Cheim & Read is pleased to announce Dear Louise: A Tribute To Louise Fishman (1939 - 2021) an exhibition of paintings spanning four decades of the artist’s career. The show will open on May 18 at the gallery’s Chelsea location, 547 West 25th Street, New York, and run through June 30. This is Fishman’s ninth solo exhibition at the gallery.
Writing in the Brooklyn Rail about Fishman’s most recent solo at Cheim & Read (September 7 – October 28, 2017), the art historian and critic Jan Avgikos offered her own tribute: “We owe Fishman a lot. Over the course of more than half a century painting in NYC, she’s legitimately laid claim to more idioms of abstraction than any other painter. She’s adamant in her embrace of gestural abstraction and its potential to achieve affective ends—no negation, no apologies.”
Always an outsider, as an artist, a feminist, and a lesbian, she defied biases inside and outside the art world as she developed a non-objective practice not beholden to the machismo of Abstract Expressionism. Finding a kindred spirit in Eva Hesse, she embraced a personal ethos of “material experimentation and formal play,” as Aruna D’Souza wrote in the catalogue for the 2017 show.
The works in Dear Louise display the range and depth of Fishman’s art, beginning with Mine and Yours (1979), which she made after her return to oil painting following years of politicized language-based works on paper, its rich, sparkling impasto a testament to her comment, “I’ve always approached my work as if it were sculpture... my approach to color is as a material.”
The paintings that follow underscore the variety and freedom of Fishman’s outlook, from the aggressive blackness of Night of Watching #2 (1988) to the misty, Venetian-inspired colors of White Clouds, Blue Mountains (1996); the linear scaffolding of My City (2002); and the Jenga-like blocks of earth tones in To a Tree (2004). In her final decade, she pushed her means of expression to further extremes: the rough, brooding swathes of color in A Cold Spring (2011) and the minimal mark-making of A Better Resurrection (2013) to the high-contrast, translucent swipes in Sharps and Flats (2017).
In these works, as Nathan Kernan wrote in the catalogue for her first exhibition at Cheim & Read (1998), “formalism has ‘grown together’ with natural forces, chance, intellectual courage, the inherent qualities of paint and the rhythms and reach of the body to produce powerfully suggestive works of alchemical transmutations and shifting forms.” At the time, Fishman was nearly 60 and would continue as a creative force for more than 20 years, ever changing, ever exploring.
Louise Fishman was born in Philadelphia and studied at the Philadelphia College of Art, the Pennsylvania Academy of the Fine Arts, and the Tyler School of Art. She earned her MFA at the University of Illinois, Urbana-Champaign, in 1965.
Fishman’s work is included in the collections of the Metropolitan Museum of Art, New York; the National Museum of Women in the Arts, Washington, DC; the High Museum of Art, Atlanta, Georgia; and the Jewish Museum, New York, among others.
In 2016, the Neuberger Museum of Art in Purchase, New York, organized the artist’s first retrospective, which traveled to the Weatherspoon Art Museum, University of North Carolina at Greensboro. The Institute of Contemporary Art in Philadelphia held a concurrent exhibition of her small-scale work, Paper Louise Tiny Fishman Rock.
Fishman died in New York City on July 26, 2021. The following month, a retrospective exhibition entitled A Question Of Emphasis: Louise Fishman Drawings opened at the Krannert Museum of Art on the campus of the University of Illinois at Urbana-Champaign, 56 years after she received her MFA there.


## EXERCISE BRIEF
When you set down the entries, keep every word exactly as it is but drop the pictures.

Records from a collection of figures
____
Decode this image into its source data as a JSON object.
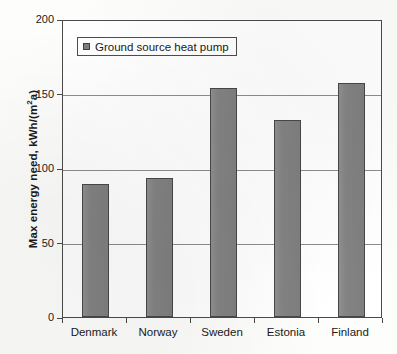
{
  "chart_data": {
    "type": "bar",
    "title": "",
    "xlabel": "",
    "ylabel": "Max energy need, kWh/(m²a)",
    "ylabel_main": "Max energy need, kWh/(m",
    "ylabel_sup": "2",
    "ylabel_tail": "a)",
    "categories": [
      "Denmark",
      "Norway",
      "Sweden",
      "Estonia",
      "Finland"
    ],
    "values": [
      89,
      93,
      154,
      132,
      157
    ],
    "series": [
      {
        "name": "Ground source heat pump",
        "values": [
          89,
          93,
          154,
          132,
          157
        ]
      }
    ],
    "ylim": [
      0,
      200
    ],
    "yticks": [
      0,
      50,
      100,
      150,
      200
    ],
    "ytick_labels": [
      "0",
      "50",
      "100",
      "150",
      "200"
    ],
    "grid": "horizontal",
    "legend_position": "top-left",
    "legend": [
      "Ground source heat pump"
    ],
    "bar_color": "#838383",
    "bar_border_color": "#474747",
    "gridline_color": "#8d8d8d",
    "axis_color": "#4a4a4a",
    "plot_background": "#ffffff"
  }
}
____
## YOUR SOLUTION
Decode this image into its source data as a JSON object.
{
  "chart_data": {
    "type": "bar",
    "title": "",
    "xlabel": "",
    "ylabel": "Max energy need, kWh/(m²a)",
    "ylabel_main": "Max energy need, kWh/(m",
    "ylabel_sup": "2",
    "ylabel_tail": "a)",
    "categories": [
      "Denmark",
      "Norway",
      "Sweden",
      "Estonia",
      "Finland"
    ],
    "values": [
      89,
      93,
      154,
      132,
      157
    ],
    "series": [
      {
        "name": "Ground source heat pump",
        "values": [
          89,
          93,
          154,
          132,
          157
        ]
      }
    ],
    "ylim": [
      0,
      200
    ],
    "yticks": [
      0,
      50,
      100,
      150,
      200
    ],
    "ytick_labels": [
      "0",
      "50",
      "100",
      "150",
      "200"
    ],
    "grid": "horizontal",
    "legend_position": "top-left",
    "legend": [
      "Ground source heat pump"
    ],
    "bar_color": "#838383",
    "bar_border_color": "#474747",
    "gridline_color": "#8d8d8d",
    "axis_color": "#4a4a4a",
    "plot_background": "#ffffff"
  }
}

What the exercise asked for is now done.